Several scenes from this Irish-language film take place in Tigh Bhric, local pub and home to Beoir Chorca Dhuibhne/West Kerry Brewery. This establishment is renowned for its beers, which are all named after local places, like the beaches at Béal Bán and Cúl Dorcha. They offer tours of the brewery, and also provide accommodation on site. Local people are both extras and actors in this scene, most notably journalist and radio presenter Sláine Ní Chathalláin, who has a speaking role as one of the rowers on a rival team.

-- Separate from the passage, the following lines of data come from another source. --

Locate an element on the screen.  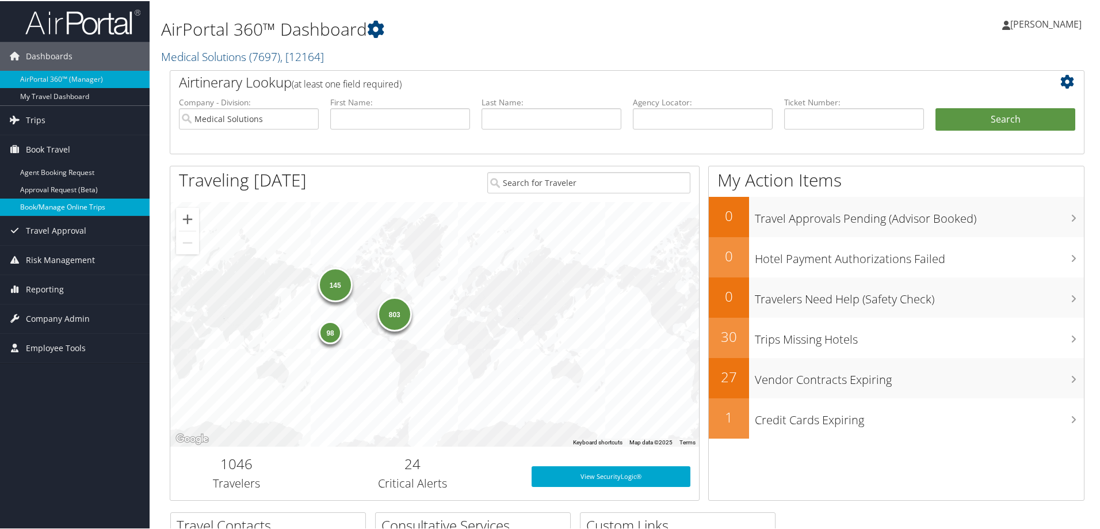
label: Agency Locator: is located at coordinates (702, 101).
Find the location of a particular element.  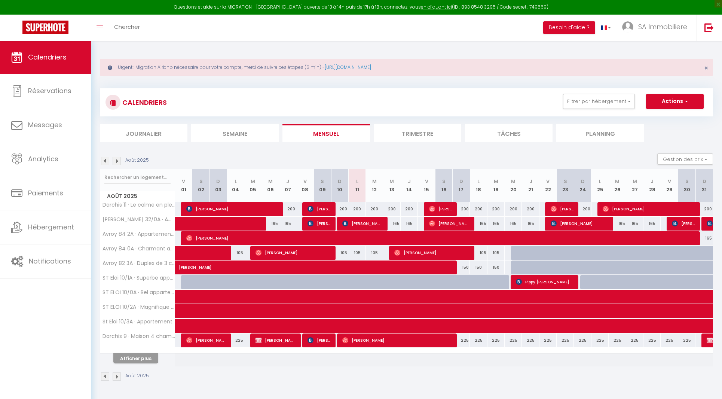

img: logout is located at coordinates (709, 27).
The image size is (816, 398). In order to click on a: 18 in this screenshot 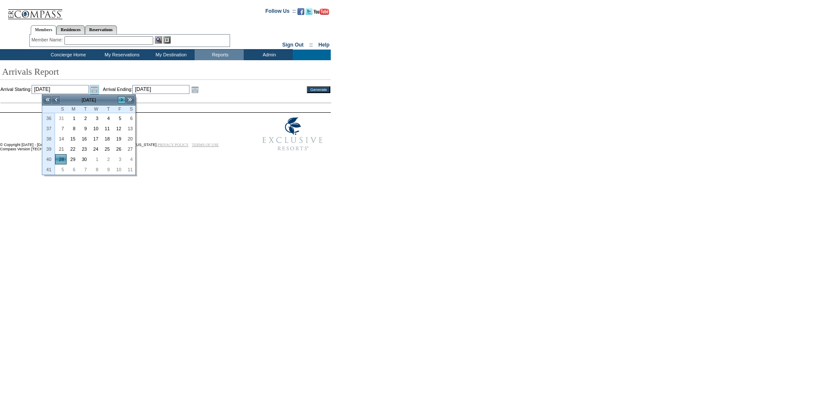, I will do `click(106, 139)`.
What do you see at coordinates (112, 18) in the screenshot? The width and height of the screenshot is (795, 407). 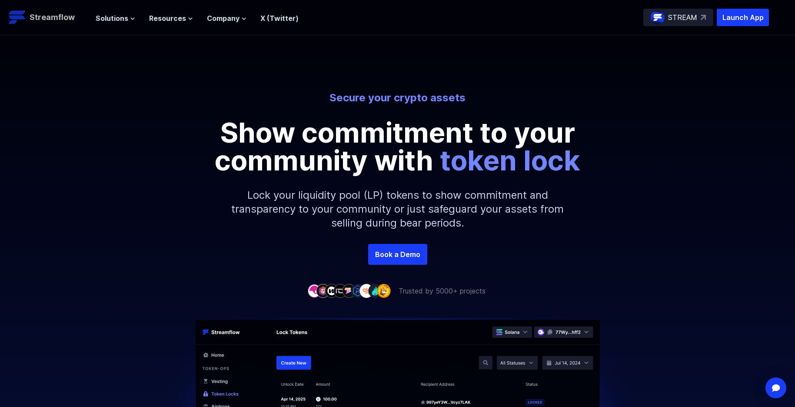 I see `span: Solutions` at bounding box center [112, 18].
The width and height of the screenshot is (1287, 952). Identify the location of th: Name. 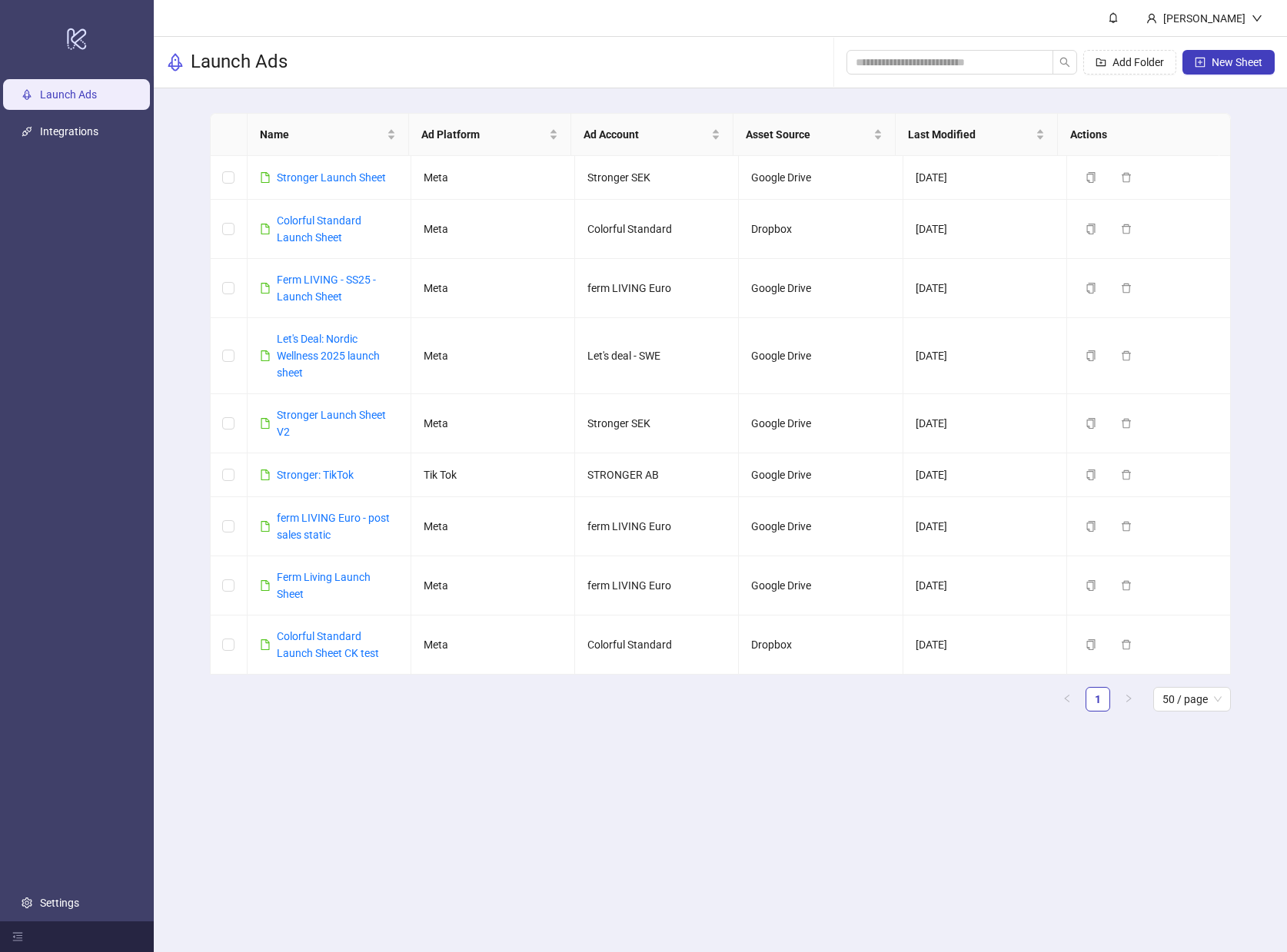
(328, 134).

Tarrac re-centers women’s bodies in the context of a sport and cultural tradition previously largely imaged – and thus only ever really imagined – as populated by male bodies: the western Irish tradition of naomhóg-racing. Tarrac seeks not just to amplify women’s voices (importantly: as Gaeilge, or speaking through Irish) within the same arena in which Irish society and Irish Cinema (including Irish Language Cinema, vis-a-vis An Cailín Ciúin) has historically positioned them – the domestic – but to broadcast them across social, public, and sporting spaces as well.

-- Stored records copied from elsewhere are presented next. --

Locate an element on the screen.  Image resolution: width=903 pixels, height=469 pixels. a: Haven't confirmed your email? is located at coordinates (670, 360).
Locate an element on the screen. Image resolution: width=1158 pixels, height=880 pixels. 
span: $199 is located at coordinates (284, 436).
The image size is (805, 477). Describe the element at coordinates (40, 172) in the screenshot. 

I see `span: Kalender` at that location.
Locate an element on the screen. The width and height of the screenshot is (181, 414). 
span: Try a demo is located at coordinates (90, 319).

Tarrac tells the story of Aoife (Kelly Gough) returning to her West Kerry home to take care of her widowed father, nicknamed Bear (Lorcan Cranitch), who has recently suffered a heart attack. While both of them are forced to confront the emotional fall-out of Aoife’s mother’s passing years ago, as well as Bear’s consequent / stereotypical inability as an Irish man to supplement the emotional labour traditionally ascribed to mothers, Aoife falls in with a local women’s rowing crew. Physical exertion obfuscates emotional turmoil and emptiness…to a point. Aoife ultimately commands her team to improbable success in the all-Ireland final, and in so doing, resurrects the spirit of her dead mother (famed for her own skill in rowing) and forces Bear to acknowledge his parental shortcomings.
The bones of the story may be bare, but the landscape and the milieu – the inner and social lives of women in 21st century rural Ireland – flesh Tarrac out into something vital and new.
The interview below is with local artist Áine Ní Chíobháin, who worked as location manager for the production.